One may point out the fact that there are two more layers, and thus tripling the number of maps added. Unfortunately, both remain to be exceedingly underwhelming in different ways. The sky layer has very little in it. It’s disappointing that by far the largest island (and area of content) in the sky laayer is the tutorial island. The rest of the sky (save for a couple main quest temples) are sparse archipelagos of small copy+pasted filler content islands. Despite how much the sky is hyped in the trailers, very little effort was put into implementing… anything up there. There is next to no reason anyone should ever visit the sky layer outside of the occasional main quest detour.

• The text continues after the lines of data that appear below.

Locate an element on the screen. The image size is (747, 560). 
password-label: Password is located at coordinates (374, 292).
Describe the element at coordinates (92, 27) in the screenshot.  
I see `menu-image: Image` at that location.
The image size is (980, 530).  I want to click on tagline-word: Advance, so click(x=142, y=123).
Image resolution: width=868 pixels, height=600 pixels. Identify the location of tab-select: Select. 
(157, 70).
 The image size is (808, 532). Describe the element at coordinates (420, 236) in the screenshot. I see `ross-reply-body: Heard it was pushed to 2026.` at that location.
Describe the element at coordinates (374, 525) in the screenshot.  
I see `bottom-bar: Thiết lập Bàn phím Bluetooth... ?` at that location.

The depths layer, on the other hand, was probably the most interesting part of this game for me, at least for the first third of my playtime. It was unlike anything in BOTW: dark, oppressive, dangerous, and yet still so expansive. Realizing that the depths expanded the entire world made me instantly determined to explore it all, since it was the most interesting part of the game. Unluckily for me, there was barely any content down there either. The depths is literally just the surface’s topography inverted, with the same procedurally-generated biome lazily added on top of the entire layer. Activating lightroots was fun for the first 15 or so, but it rapidly became draining as it remained the same loop with no rewards to show for it. Finding the Spirit Temple early had me excited that I’d finally gotten the payoff, except it wouldn’t let me interact with anything as I hadn’t progressed the story enough. Largely, the depths layer is another waste of time with barely any content to match its size.

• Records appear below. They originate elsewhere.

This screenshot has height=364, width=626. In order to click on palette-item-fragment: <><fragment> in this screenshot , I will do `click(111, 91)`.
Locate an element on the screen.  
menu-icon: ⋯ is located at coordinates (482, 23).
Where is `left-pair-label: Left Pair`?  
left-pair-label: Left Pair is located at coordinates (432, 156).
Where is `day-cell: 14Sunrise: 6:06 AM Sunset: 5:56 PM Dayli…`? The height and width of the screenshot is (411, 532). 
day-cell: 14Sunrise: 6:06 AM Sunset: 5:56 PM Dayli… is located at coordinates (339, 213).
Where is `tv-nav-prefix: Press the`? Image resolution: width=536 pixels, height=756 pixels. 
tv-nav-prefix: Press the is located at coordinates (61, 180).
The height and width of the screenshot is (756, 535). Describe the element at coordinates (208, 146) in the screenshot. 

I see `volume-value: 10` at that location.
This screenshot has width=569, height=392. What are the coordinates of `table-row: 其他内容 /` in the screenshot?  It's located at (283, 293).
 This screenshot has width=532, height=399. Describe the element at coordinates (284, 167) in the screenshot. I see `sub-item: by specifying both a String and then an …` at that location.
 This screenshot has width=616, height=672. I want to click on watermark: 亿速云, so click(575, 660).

(End of map/gameplay spoilers)

To conclude this review, I want to discuss TOTK’s apparent identity crisis. While I love reimaginations of the traditional Legend of Zelda formula, I’m worried that the latest iteration creates conflict with the rest of the game, namely, the Ultrahand vehicle creation. Now, don’t get me wrong, I love sandbox games, as well as vehicle-creation games. I also love open-world games and puzzle games. The thing is, these things don’t work well together. As cool as it is to make a flying machine that can fly miles above the ground, it’s also me avoiding the content, not to mention the amount of time it takes to create something. There are so many time and resource expenses to just experiment with a system that might sometimes be useful maybe in a handful of situations, as if the game is punishing players for wasting their times with it. In 99% of cases, when focusing on the content of the game, making an Ultrahand contraption is the worst possible option.

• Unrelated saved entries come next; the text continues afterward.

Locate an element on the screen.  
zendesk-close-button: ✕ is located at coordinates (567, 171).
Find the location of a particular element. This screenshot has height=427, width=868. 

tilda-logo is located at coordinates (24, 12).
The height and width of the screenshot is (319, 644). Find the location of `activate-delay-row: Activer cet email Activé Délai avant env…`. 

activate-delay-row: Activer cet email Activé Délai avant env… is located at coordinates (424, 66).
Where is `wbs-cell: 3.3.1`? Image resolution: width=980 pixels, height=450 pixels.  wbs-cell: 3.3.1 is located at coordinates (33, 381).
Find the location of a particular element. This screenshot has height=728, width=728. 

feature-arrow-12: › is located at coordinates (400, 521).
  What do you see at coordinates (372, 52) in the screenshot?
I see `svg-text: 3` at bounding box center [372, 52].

Even though Ultrahand and the overall physics engine is just a small footnote in the overall play experience, it appears to be an aspect of this game that everyone praises, that everyone points to and exclaims that it’s why this game is a masterpiece. They’ll point to clips online of someone making a resource-expensive oversized contraption, and point to the amount of creative freedom the game provides in that specific aspect. What they neglect to point out is that no reasonable person will ever make a contraption that sophisticated during their normal playthrough, as it’s a complete waste of time and resources, and that the only reason why people made those contraptions was to repost them on the internet for clout. No matter what people tell you, the physics engine, while robust, adds next to nothing to the actual game-part of the game.

Anyways, I’m too lazy at this point to write an actual conclusion to this review, just like the developers were too lazy to add anything substantially new to this game. I wrote like 2/3rds of it 3 months ago, aiming for it to be one of the first reviews on Backloggd, but I forgot about it until today. I hope you enjoyed reading my incoherent ramblings.